Parker’s Jason Statham has come a long way from Guy Ritchie’s cockney for hire to Hollywood’s hard man of choice. The Transporter, Crank and Expendables films have all seen Statham launch and establish successful franchises. That Parker is based on the nineteenth, titled Flashfire, of twenty-four novels by crime writer Donald E. Westlake, should, in theory, see him cement another character with which to have a long standing film franchise. Providing Parker is any good.
Parker (Jason Statham) is a no nonsense thief. He sticks to the plan, avoids hurting any innocents and is happy to take the money and walk rather than gamble on a bigger score. When he’s betrayed and left for dead by the crew he’s working with, led by the ruthless Melander (Michael Chiklis), Parker sets out on a course of revenge. While he doesn’t know what their next score will be, he knows it’s in Florida. Once there, Parker enlists the help of realtor Leslie (Jennifer Lopez), who has a few financial problems of her own, to help him figure out where the crew are holing up and what their next job could potentially be.
Gritty and often drenched in violence, Parker starts out as you would expect of a Jason Statham vehicle. Director Taylor Hackford, aka Mr. Helen Mirren, takes relish in blooding-up Statham more than we’re used to seeing. And considering his role in the Crank films, that is saying something. The opening heist is slick followed by a claustrophobic smack down in a moving car. But by the time the plot reaches Florida, it wilts under the tropical heat. Lopez’s character feels like she should be a romantic interest for Parker but he’s got a girlfriend so despite a bit of flirting it always feels like a non-starter.
By the time the big final heist comes round, despite numerous assassination attempts on Parker to delay proceedings, there’s not a lot to get excited about. That we’ve already witnessed how Parker plans on stopping his adversaries takes away any suspense and leaves you feeling you’ve been robbed of an otherwise interesting little revenge thriller.
Chiklis, having been one of TV’s best actors for years in The Shield, is asked to do little more than play a stereotypical bad guy. That he’s dressed as a clown in his opening scene is about as far as the film ever feels the need to stretch the character. Lopez is, on the one hand, a tough little cookie of a woman, figuring out Parker is not who he says he is before taking her opportunity to make a bit of extra cash, before descending into nothing more than an irritating damsel in distress. Only Statham is able to offer the film any kind of solace. He’s never asked to do anything we haven’t seen him do countless times before, in fact so unidentifiable is Parker this could easily be another Transporter film, but when Statham is cracking skulls and impaling his own hand on knives it’s hard not to enjoy the action.
While Parker might, at first, appear to be a gritty little thriller in the vein of Point Blank (now there’s a film that Statham could get involved in) it rapidly runs out of steam. Based on this evidence we shouldn’t expect to see another Parker film anytime soon, unless it sees Statham reinvented as Lady Penelope’s chauffer from The Thunder Birds.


Work to be completed:
An exact copy of all the entries is needed, with no images in it.

Provided information:

------------------------------------------------------------

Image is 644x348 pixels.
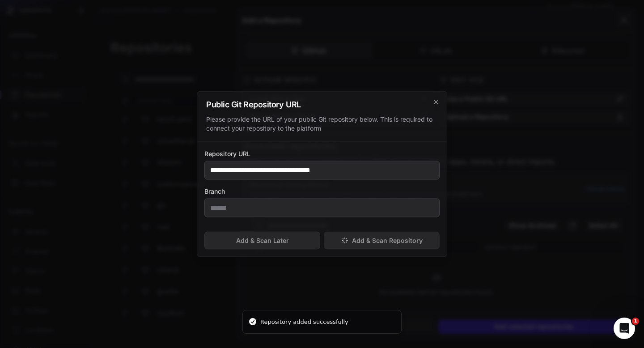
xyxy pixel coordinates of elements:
span: 1 [632,317,639,324]
button: Add & Scan Later [205,231,320,249]
div: Repository added successfully [260,317,348,326]
iframe: Intercom live chat [613,317,635,339]
button: Add & Scan Repository [324,231,439,249]
div: Please provide the URL of your public Git repository below. This is required to connect your repo... [206,115,438,133]
label: Repository URL [205,149,439,158]
svg: cross 2, [432,99,439,106]
label: Branch [205,187,439,196]
h2: Public Git Repository URL [206,100,438,109]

------------------------------------------------------------

Result:
Image is 644x348 pixels.
xyxy pixel coordinates of elements:
span: 1 [632,317,639,324]
button: Add & Scan Later [205,231,320,249]
div: Repository added successfully [260,317,348,326]
iframe: Intercom live chat [613,317,635,339]
button: Add & Scan Repository [324,231,439,249]
div: Please provide the URL of your public Git repository below. This is required to connect your repo... [206,115,438,133]
label: Repository URL [205,149,439,158]
svg: cross 2, [432,99,439,106]
label: Branch [205,187,439,196]
h2: Public Git Repository URL [206,100,438,109]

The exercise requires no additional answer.